4.5 Article

Are migrant and resident elk (Cervus elaphus) exposed to similar forage and predation risk on their sympatric winter range?

期刊

OECOLOGIA
卷 164, 期 1, 页码 265-275

出版社

SPRINGER
DOI: 10.1007/s00442-010-1620-6

关键词

Habituation; Home-range overlap; Partial migration; Ungulates; Wolf predation

类别

资金

  1. Alberta Conservation Association
  2. Alberta Cooperative Conservation Research Unit
  3. Alberta Enhanced Career Development
  4. Alberta Sustainable Resource Development
  5. Canon National Parks
  6. Center for Mathematical Biology
  7. Challenge Grants in Biodiversity
  8. Foothills Model Forest
  9. Foundation for North American Wild Sheep
  10. Marmot
  11. Mountain Equipment Co-op Environment Fund
  12. National Sciences and Engineering Research Council CRO [261091-02]
  13. Parks Canada
  14. Patagonia
  15. Rocky Mountain Elk Foundation
  16. Sundre Forest Products Limited
  17. Weyerhauser Inc.
  18. University of Alberta

向作者/读者索取更多资源

Partially migratory populations, where one portion of a population conducts seasonal migrations (migrants) while the other remains on a single range (residents), are common in ungulates. Studies that assess trade-offs between migratory strategies typically compare the amount of predation risk and forage resources migrants and residents are exposed to only while on separate ranges and assume both groups intermix completely while on sympatric ranges. Here we provide one of the first tests of this assumption by comparing the amount of overlap between home ranges of GPS-collared migrant and resident elk and fine-scale exposure to wolf predation risk and forage biomass at telemetry locations on a sympatric winter range in west-central Alberta, Canada. Overlap between migrant and resident home ranges increased throughout the winter, and both groups were generally intermixed and exposed to equal forage biomass. During the day, both migrants and residents avoided predation risk by remaining in areas far from timber with high human activity, which wolves avoided. However, at night wolves moved onto the grasslands close to humans and away from timber. Resident elk were consistently closer to areas of human activity and further from timber than migrants, possibly because of a habituation to humans. As a result, resident elk were exposed to higher night-time predation risk than migrants. Our study does not support the assumption that migrant and resident elk are exposed to equal predation risk on their sympatric range when human presence alters predation risk dynamics and habituation to humans is unequal between migratory strategies.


== WHAT IS REQUIRED ==
Check every line of the data for the string "arch" and copy the ones that have it.

*** PROVIDED RECORDS Section Begins ***

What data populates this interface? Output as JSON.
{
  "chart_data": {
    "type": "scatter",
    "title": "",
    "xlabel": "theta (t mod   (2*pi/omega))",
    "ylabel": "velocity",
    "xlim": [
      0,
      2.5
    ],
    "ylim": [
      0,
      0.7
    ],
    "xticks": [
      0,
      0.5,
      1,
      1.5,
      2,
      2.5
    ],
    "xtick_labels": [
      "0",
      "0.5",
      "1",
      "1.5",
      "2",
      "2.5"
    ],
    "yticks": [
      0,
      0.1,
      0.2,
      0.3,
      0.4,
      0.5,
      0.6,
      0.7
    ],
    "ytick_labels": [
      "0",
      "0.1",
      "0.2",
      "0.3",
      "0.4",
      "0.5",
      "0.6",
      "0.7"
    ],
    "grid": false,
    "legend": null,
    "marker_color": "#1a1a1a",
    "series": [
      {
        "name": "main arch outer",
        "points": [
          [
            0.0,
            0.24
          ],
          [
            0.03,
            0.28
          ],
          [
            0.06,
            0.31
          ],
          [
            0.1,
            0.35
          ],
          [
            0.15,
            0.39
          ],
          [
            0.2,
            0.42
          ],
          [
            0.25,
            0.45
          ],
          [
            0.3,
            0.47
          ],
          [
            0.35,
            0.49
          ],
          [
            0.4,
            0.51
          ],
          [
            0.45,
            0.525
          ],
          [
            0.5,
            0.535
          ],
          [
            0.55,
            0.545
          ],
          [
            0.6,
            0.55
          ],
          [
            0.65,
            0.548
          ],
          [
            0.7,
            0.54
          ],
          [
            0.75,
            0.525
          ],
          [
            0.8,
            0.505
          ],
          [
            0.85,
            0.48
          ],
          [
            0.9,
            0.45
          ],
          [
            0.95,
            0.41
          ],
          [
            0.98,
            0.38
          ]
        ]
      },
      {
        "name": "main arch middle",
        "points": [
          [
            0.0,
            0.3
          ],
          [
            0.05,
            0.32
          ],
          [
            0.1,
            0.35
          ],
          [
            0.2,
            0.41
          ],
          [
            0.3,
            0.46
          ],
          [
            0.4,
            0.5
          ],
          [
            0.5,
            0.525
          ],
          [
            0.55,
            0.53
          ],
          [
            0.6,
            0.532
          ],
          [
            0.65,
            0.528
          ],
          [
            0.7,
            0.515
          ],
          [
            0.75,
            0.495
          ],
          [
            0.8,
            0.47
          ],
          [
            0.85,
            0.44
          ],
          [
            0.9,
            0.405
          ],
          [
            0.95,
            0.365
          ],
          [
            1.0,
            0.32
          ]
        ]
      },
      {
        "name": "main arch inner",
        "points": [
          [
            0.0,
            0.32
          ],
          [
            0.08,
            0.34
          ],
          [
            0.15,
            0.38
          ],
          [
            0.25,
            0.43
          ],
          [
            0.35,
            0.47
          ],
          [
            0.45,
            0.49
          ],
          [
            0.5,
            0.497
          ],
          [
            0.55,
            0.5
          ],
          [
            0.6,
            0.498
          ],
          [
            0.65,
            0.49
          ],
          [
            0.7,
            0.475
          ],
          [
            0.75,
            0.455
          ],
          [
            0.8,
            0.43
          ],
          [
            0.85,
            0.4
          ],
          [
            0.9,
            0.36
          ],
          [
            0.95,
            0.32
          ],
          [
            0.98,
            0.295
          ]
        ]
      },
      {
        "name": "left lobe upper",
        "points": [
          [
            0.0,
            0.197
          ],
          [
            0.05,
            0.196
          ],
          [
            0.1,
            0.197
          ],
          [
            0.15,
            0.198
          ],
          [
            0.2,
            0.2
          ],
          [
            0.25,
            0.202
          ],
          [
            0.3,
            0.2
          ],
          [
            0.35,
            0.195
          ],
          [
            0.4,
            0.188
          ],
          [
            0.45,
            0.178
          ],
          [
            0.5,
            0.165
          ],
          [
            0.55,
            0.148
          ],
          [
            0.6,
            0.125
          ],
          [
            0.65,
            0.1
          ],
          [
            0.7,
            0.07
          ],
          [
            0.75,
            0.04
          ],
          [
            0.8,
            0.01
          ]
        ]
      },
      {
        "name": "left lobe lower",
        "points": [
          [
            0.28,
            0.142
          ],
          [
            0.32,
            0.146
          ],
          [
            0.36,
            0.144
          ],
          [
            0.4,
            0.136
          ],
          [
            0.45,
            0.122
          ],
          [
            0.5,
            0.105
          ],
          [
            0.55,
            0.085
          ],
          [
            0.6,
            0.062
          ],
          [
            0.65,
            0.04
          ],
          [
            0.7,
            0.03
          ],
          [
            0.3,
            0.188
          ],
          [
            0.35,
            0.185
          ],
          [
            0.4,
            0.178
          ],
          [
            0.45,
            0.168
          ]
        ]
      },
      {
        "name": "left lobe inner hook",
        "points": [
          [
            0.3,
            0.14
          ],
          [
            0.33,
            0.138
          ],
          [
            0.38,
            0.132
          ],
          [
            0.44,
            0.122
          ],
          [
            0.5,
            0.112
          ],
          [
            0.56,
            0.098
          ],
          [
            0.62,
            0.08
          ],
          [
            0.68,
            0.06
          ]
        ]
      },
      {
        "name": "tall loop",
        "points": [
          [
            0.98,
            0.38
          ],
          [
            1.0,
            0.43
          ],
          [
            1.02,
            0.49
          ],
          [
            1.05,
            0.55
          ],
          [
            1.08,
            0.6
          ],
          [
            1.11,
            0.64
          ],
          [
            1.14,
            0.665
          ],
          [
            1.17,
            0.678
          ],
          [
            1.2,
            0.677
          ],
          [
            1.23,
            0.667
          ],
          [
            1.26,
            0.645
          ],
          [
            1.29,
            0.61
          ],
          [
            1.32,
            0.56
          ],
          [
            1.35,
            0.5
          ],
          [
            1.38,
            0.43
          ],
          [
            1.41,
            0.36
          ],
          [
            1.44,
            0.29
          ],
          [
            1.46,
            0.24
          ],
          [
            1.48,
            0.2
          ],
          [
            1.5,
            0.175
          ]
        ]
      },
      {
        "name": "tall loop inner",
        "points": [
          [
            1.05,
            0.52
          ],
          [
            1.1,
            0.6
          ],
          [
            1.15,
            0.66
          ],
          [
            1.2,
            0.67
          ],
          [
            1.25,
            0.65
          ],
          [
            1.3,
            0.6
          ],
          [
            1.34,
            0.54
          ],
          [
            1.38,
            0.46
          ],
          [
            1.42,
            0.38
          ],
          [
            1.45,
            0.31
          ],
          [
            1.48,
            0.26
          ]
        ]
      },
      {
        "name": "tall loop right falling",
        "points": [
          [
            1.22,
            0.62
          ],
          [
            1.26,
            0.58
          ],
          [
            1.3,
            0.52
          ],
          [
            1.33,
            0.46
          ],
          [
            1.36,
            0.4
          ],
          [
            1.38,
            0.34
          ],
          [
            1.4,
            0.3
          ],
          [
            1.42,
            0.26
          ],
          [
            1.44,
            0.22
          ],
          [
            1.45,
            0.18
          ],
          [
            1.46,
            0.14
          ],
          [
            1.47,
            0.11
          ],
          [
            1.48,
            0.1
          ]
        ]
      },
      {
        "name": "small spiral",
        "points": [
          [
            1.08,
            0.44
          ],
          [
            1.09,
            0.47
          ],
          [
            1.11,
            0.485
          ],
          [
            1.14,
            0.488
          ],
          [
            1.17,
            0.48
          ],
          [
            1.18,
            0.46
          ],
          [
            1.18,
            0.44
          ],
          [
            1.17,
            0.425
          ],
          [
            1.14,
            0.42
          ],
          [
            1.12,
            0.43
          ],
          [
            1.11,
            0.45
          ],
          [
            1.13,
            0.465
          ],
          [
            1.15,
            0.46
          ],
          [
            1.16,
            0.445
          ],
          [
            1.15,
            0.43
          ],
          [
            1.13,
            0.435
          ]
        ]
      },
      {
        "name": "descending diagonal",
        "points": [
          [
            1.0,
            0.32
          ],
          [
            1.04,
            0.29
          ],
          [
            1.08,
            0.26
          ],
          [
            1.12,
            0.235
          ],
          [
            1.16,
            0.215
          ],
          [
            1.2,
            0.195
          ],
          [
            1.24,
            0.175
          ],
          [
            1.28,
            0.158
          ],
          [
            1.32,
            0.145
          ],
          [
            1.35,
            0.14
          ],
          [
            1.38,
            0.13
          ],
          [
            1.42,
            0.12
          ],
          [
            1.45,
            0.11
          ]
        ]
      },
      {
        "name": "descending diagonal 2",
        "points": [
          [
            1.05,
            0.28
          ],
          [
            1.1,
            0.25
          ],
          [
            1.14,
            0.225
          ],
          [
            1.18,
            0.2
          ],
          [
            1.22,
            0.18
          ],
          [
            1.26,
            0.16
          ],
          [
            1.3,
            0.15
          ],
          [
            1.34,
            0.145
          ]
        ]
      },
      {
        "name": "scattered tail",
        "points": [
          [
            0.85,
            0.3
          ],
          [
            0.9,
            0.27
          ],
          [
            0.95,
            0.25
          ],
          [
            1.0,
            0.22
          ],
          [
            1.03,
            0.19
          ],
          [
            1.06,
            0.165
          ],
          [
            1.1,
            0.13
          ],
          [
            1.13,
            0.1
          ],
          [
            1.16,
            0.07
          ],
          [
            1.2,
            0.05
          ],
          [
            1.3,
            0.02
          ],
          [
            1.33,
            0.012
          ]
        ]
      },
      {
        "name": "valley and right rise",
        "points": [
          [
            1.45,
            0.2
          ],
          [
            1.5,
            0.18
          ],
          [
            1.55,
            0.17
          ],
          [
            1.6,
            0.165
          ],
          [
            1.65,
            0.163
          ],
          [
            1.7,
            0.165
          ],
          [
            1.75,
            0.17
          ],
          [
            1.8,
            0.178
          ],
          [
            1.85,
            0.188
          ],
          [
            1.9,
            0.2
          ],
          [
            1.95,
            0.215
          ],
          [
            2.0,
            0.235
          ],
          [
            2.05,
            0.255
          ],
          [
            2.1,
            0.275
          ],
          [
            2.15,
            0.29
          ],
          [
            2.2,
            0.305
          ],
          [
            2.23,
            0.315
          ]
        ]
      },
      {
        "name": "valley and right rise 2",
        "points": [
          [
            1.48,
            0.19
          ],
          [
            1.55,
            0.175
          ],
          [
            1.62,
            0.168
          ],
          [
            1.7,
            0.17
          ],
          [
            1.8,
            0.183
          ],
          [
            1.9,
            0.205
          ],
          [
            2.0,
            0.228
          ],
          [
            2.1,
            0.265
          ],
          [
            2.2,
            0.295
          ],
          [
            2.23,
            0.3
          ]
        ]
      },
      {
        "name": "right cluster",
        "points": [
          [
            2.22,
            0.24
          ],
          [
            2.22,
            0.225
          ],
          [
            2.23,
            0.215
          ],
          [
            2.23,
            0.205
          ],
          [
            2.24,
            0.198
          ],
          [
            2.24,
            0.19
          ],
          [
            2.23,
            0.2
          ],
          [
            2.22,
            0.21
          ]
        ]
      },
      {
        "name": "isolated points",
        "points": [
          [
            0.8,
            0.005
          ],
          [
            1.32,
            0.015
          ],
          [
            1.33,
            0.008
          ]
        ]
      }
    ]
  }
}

*** PROVIDED RECORDS Section Ends ***

== SOLUTION TO THIS TASK ==
        "name": "main arch outer",
        "name": "main arch middle",
        "name": "main arch inner",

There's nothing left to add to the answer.